But it was all subconsciously that this woman followed the varying shades and tones of color in the sunset of grays and golds, and if by a strangely divided intelligence she noted the physical changes that were being wrought in the world outside her, her thoughts within surged in a great ocean, of feeling against the cold and desolate shore that now bounded life for her. Otherwise, as she stood there at the close of this fateful day, and saw the gold grow brighter and the pink deepen to crimson, she might easily have worked out a poetic analogy between that little sunset, with the convent tower to give it gloom, and her own life; she would have done so once, and found a sweet exquisite sadness in it, but now—a grief at last had come to her too real and too tragic in its great reality for any such romanticism, a grief that sounded deeper than any tears.
Other griefs could be borne; they could be voiced; they could find comfort in the ministrations of sympathetic friends, in the consolations of religion; more than all in the healing balm that nature stores in the woods and fields. But here was a grief that was the more intense because she had so long dreaded it, known it even, though she had fought the recognition off, and never admitted it to herself before. She saw all that now, and it made clear so many little passages in her later life; passages that had been dark to her, and filled with vague troubles.
Here was a grief that was no new thing, but an old thing, that had been there all the time, like some fatal disease; she had felt its pains and it had put its restraints and its limitations and its renunciations upon her; now it had been correctly diagnosed at last, that was all; and it could not be changed, nor cured, nor alleviated even; but she must bear it alone and in silence, walking straight-lipped and dry-eyed the long way that stretched before.
In some such mode as this her thoughts had been rushing on ever since that moment downstairs in the afternoon when the whole truth had been at last revealed to her. She had thought it out along every line she could trace; she had analyzed and synthesized; she had viewed it from every possible standpoint; she had built up elaborate schemes of repair, of rehabilitation; she had planned a new life to be begun when the wreck of the old had been cleared away by forgiveness and new resolve; but in the end, it had all come to the same remorseless conviction—her faith had been destroyed, it lay dead at her feet; nothing could ever change that fact any more.
The colors were slowly dying out of the narrow strip of sky along the horizon and it had become opalescent and serene with evening. A new life seemed suddenly to awake in the world below her. A robin, that should have been in bed, went springing across the yard, swelling its red breast, and Emily was vaguely conscious of wondering if it were the one she had heard that afternoon singing in the rain. Something moved her to raise the window, something in the new and vital pulse that thrilled the world.
With the inrushing air came the sickening odor of the late-flowering locust tree, and there were borne to her as well the gentle sounds of evening, the endless trilling of insects in the wet grass; the lowing of a cow; by and by the belated crow of some rooster. The world was alive and awake; it seemed to be stretching itself after its long prostration in the rain, and now it enjoyed this breath of keen air before it went to sleep, impatient for the hopeful morning when it might take up once more its glad ambitious life. But for her—so Emily’s thoughts ran—there was no hope and no to-morrow.
The sun had trailed the last of his splendors across that narrow opening in the sky. The opalescence swam into a new sea of silver, then suddenly a bar of yellow broke it, there was a rush of violet, then purple shadows dissolved the convent tower and the sky closed, cold and dark and still. And there came into Emily’s mind the lines:
“Life’s night begins: let him never come back to us!
There would be doubt, hesitation, and pain.
Forced praise on our part—the glimmer of twilight, Never glad confident morning again!”
She closed her window and turned wearily away. She had her duties, her little duties; John Ethan was calling, and the supper was to be laid; life somehow after all must be lived.
She was going down the stairs, when suddenly from the little habits of existence that persist sometimes ludicrously, sometimes irritatingly, sometimes comfortingly, even in the most tragic moments of life, she thought of the evening papers lying at that moment damp and limp against the front door. The primaries—she stopped and steadied herself by the baluster—what had been the result of the primaries? She shook her head impatiently for thinking of them in that moment. What were primaries to her now? And yet—would he win?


◆ Work item ◆
Emit all the data exactly as provided.

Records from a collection
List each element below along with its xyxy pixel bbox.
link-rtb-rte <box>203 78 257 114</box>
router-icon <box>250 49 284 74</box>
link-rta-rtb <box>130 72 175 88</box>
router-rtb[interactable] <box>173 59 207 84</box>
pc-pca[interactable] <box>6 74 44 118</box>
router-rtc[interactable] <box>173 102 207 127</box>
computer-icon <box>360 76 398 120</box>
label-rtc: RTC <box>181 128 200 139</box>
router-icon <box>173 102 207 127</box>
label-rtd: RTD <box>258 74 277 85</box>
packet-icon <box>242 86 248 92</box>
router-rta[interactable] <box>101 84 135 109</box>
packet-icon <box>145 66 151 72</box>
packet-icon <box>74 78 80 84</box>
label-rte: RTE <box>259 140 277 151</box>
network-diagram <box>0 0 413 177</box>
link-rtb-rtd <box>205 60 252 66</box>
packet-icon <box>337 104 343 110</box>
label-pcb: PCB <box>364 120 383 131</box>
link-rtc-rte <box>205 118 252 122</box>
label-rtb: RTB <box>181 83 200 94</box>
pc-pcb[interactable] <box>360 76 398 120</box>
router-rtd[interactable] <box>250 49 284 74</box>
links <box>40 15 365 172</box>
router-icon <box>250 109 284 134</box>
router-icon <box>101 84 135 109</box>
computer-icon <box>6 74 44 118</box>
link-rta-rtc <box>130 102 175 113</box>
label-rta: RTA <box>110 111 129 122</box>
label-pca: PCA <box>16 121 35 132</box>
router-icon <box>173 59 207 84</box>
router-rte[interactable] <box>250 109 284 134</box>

◆ Output for this exercise ◆
List each element below along with its xyxy pixel bbox.
link-rtb-rte <box>203 78 257 114</box>
router-icon <box>250 49 284 74</box>
link-rta-rtb <box>130 72 175 88</box>
router-rtb[interactable] <box>173 59 207 84</box>
pc-pca[interactable] <box>6 74 44 118</box>
router-rtc[interactable] <box>173 102 207 127</box>
computer-icon <box>360 76 398 120</box>
label-rtc: RTC <box>181 128 200 139</box>
router-icon <box>173 102 207 127</box>
label-rtd: RTD <box>258 74 277 85</box>
packet-icon <box>242 86 248 92</box>
router-rta[interactable] <box>101 84 135 109</box>
packet-icon <box>145 66 151 72</box>
packet-icon <box>74 78 80 84</box>
label-rte: RTE <box>259 140 277 151</box>
network-diagram <box>0 0 413 177</box>
link-rtb-rtd <box>205 60 252 66</box>
packet-icon <box>337 104 343 110</box>
label-pcb: PCB <box>364 120 383 131</box>
link-rtc-rte <box>205 118 252 122</box>
label-rtb: RTB <box>181 83 200 94</box>
pc-pcb[interactable] <box>360 76 398 120</box>
router-rtd[interactable] <box>250 49 284 74</box>
links <box>40 15 365 172</box>
router-icon <box>250 109 284 134</box>
router-icon <box>101 84 135 109</box>
computer-icon <box>6 74 44 118</box>
link-rta-rtc <box>130 102 175 113</box>
label-rta: RTA <box>110 111 129 122</box>
label-pca: PCA <box>16 121 35 132</box>
router-icon <box>173 59 207 84</box>
router-rte[interactable] <box>250 109 284 134</box>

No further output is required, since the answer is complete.